And if you’re loving my work, there’s more of the same (only different) at Christophernosnibor.co.uk

I’m Not Afraid Any More….

I’m generally too busy writing to look for reviews of my work. In fact, half the time I’m not even sure what’s been published or when, although since I decided to cut back and focus on some longer works in 2010, it has been a little easier to keep tabs on things (besides music reviews, that is). Having had 370 of the things appear last year, and having got off to a busy start in January (42 reviews so far), it’s fair to say that the short fiction has taken a bit of a back seat.

I daresay I will find the time and motivation again once my current, longer projects are done and dusted.

Anyway, the tail-end of 2010 saw a piece I’d been thinking about for an age but hadn’t got around to writing finally chiselled into shape and published in the second issue of the rather excellent northeastern zine I’m Afraid of Everyone. From what I can tell, it’s being well-received, and I was particularly heartened to find this review (and it’s nice to see that Ian Chung @ The Cadaverine is loving my work, too): http://www.thecadaverine.com/?p=2111

 

And if you’re loving my work, there’s more of the same (only different) at Christophernosnibor.co.uk.

A Year in Literature: Christopher Nosnibor’s 2010 Read-a-thon

So after a couple of years during which reading for pleasure took very much a back seat in my life, I vowed that in 2010 I would make time for books once more. After all, despite having all but stopped reading for pleasure (that isn’t to say the books I had to read weren’t pleasurable, but simply that after studying for several hours straight, my brain was too fried and my eyes too shot to read more), my book purchasing continued unabated during this time.

During the last 12 months, my to-read pile has continued to grow, albeit at a slower rate, since I have been slowly chiselling away at the stack of unread tomes that have accumulated in my home office.
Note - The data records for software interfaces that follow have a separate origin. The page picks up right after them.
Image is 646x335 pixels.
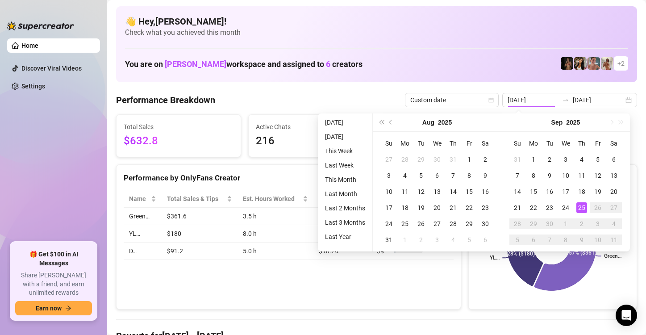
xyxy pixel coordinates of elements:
[445,216,461,232] td: 2025-08-28
[608,154,619,165] div: 6
[432,218,442,229] div: 27
[512,202,523,213] div: 21
[528,218,539,229] div: 29
[544,202,555,213] div: 23
[313,225,371,242] td: $22.5
[560,186,571,197] div: 17
[560,218,571,229] div: 1
[574,57,586,70] img: AD
[416,170,426,181] div: 5
[381,232,397,248] td: 2025-08-31
[448,186,458,197] div: 14
[162,208,237,225] td: $361.6
[413,151,429,167] td: 2025-07-29
[528,154,539,165] div: 1
[490,255,499,261] text: YL…
[397,199,413,216] td: 2025-08-18
[432,202,442,213] div: 20
[461,183,477,199] td: 2025-08-15
[448,170,458,181] div: 7
[576,202,587,213] div: 25
[445,167,461,183] td: 2025-08-07
[321,174,369,185] li: This Month
[413,135,429,151] th: Tu
[525,199,541,216] td: 2025-09-22
[397,216,413,232] td: 2025-08-25
[606,135,622,151] th: Sa
[576,170,587,181] div: 11
[429,167,445,183] td: 2025-08-06
[590,183,606,199] td: 2025-09-19
[590,167,606,183] td: 2025-09-12
[606,151,622,167] td: 2025-09-06
[464,170,474,181] div: 8
[573,232,590,248] td: 2025-10-09
[608,202,619,213] div: 27
[512,186,523,197] div: 14
[573,135,590,151] th: Th
[606,232,622,248] td: 2025-10-11
[321,117,369,128] li: [DATE]
[237,225,313,242] td: 8.0 h
[576,154,587,165] div: 4
[124,208,162,225] td: Green…
[592,202,603,213] div: 26
[573,216,590,232] td: 2025-10-02
[525,183,541,199] td: 2025-09-15
[321,160,369,170] li: Last Week
[560,154,571,165] div: 3
[480,234,490,245] div: 6
[541,151,557,167] td: 2025-09-02
[413,183,429,199] td: 2025-08-12
[125,59,362,69] h1: You are on workspace and assigned to creators
[507,95,558,105] input: Start date
[573,199,590,216] td: 2025-09-25
[15,271,92,297] span: Share [PERSON_NAME] with a friend, and earn unlimited rewards
[606,183,622,199] td: 2025-09-20
[477,167,493,183] td: 2025-08-09
[576,186,587,197] div: 18
[410,93,493,107] span: Custom date
[480,170,490,181] div: 9
[592,186,603,197] div: 19
[413,232,429,248] td: 2025-09-02
[477,151,493,167] td: 2025-08-02
[432,186,442,197] div: 13
[512,218,523,229] div: 28
[7,21,74,30] img: logo-BBDzfeDw.svg
[429,183,445,199] td: 2025-08-13
[560,202,571,213] div: 24
[573,95,623,105] input: End date
[512,170,523,181] div: 7
[509,232,525,248] td: 2025-10-05
[413,216,429,232] td: 2025-08-26
[243,194,301,204] div: Est. Hours Worked
[381,167,397,183] td: 2025-08-03
[544,234,555,245] div: 7
[525,151,541,167] td: 2025-09-01
[477,216,493,232] td: 2025-08-30
[445,151,461,167] td: 2025-07-31
[448,154,458,165] div: 31
[592,218,603,229] div: 3
[477,183,493,199] td: 2025-08-16
[528,170,539,181] div: 8
[383,170,394,181] div: 3
[124,190,162,208] th: Name
[464,186,474,197] div: 15
[124,172,453,184] div: Performance by OnlyFans Creator
[397,167,413,183] td: 2025-08-04
[608,218,619,229] div: 4
[383,218,394,229] div: 24
[464,218,474,229] div: 29
[480,218,490,229] div: 30
[557,167,573,183] td: 2025-09-10
[590,151,606,167] td: 2025-09-05
[416,234,426,245] div: 2
[438,113,452,131] button: Choose a year
[124,242,162,260] td: D…
[413,199,429,216] td: 2025-08-19
[15,301,92,315] button: Earn nowarrow-right
[416,154,426,165] div: 29
[429,199,445,216] td: 2025-08-20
Since January 1st, 2010, I have fed my head with the following works… and it feels good!

 

J G Ballard – Millennium People
Richard Allen – Complete Vol 3 –     Trouble for Skinhead / Skinhead Farewell /                       Top Gear Skin
Philip Sidney – The Defence of Poesy and Selected Renaissance Literary Criticism
Raymond Chandler – The Lady in the Lake
Toby Litt – Ghost Story
Mickey Spillane – The Snake
Chuck Palahniuk – Snuff
Alain Robbe-Grillet – In the Labyrinth
Chuck Palahniuk – Choke
Phil Baker – William S. Burroughs
Chuck Palahniuk – Haunted
Stewart Home – Blood Rites of the Bourgeoisie
Ian Rankin – A Cool Head
David Conway – Metal Sushi
Stewart Home – The Assault on Culture
Alex Garland – The Coma
Arthur Nersesian – Unlubricated
Donald Ray Pollock – Knockemstiff
Vincent Clasper – Kicks
J G Ballard – The Atrocity Exhibition
Ian Crofton – Nettle Knickers and Exploding Toads
Brian Masters – Killing for Company
Ed McBain – The Empty Hours
Various – Paroxysm
Lee Rourke – The Canal
Henry Millers – Plexus

 

 

And if you’re living my work, there’s more of the same (only different) at Christophernosnibor.co.uk

 


No Success Like Failure: How Things Never Go To Plan

As a rule, I avoid making New Year’s resolutions. They’re usually impossible o keep and I get sick of people going on endlessly about how they’re going to go the gym or whatever, only to moan six weeks later that their plans went out the window before they’d even started. Me, if I’m going to do something, I’ll do it when I’m read and when the time is right. New Year is a bad time to start anything, on a number of levels. Moreover, if I’m going to do something, rather than making a big song and dance about it, I just shut up and get on with it. Then, if I don’t achieve my objective, no-one’s any the wiser and I save myself shame and embarrassment.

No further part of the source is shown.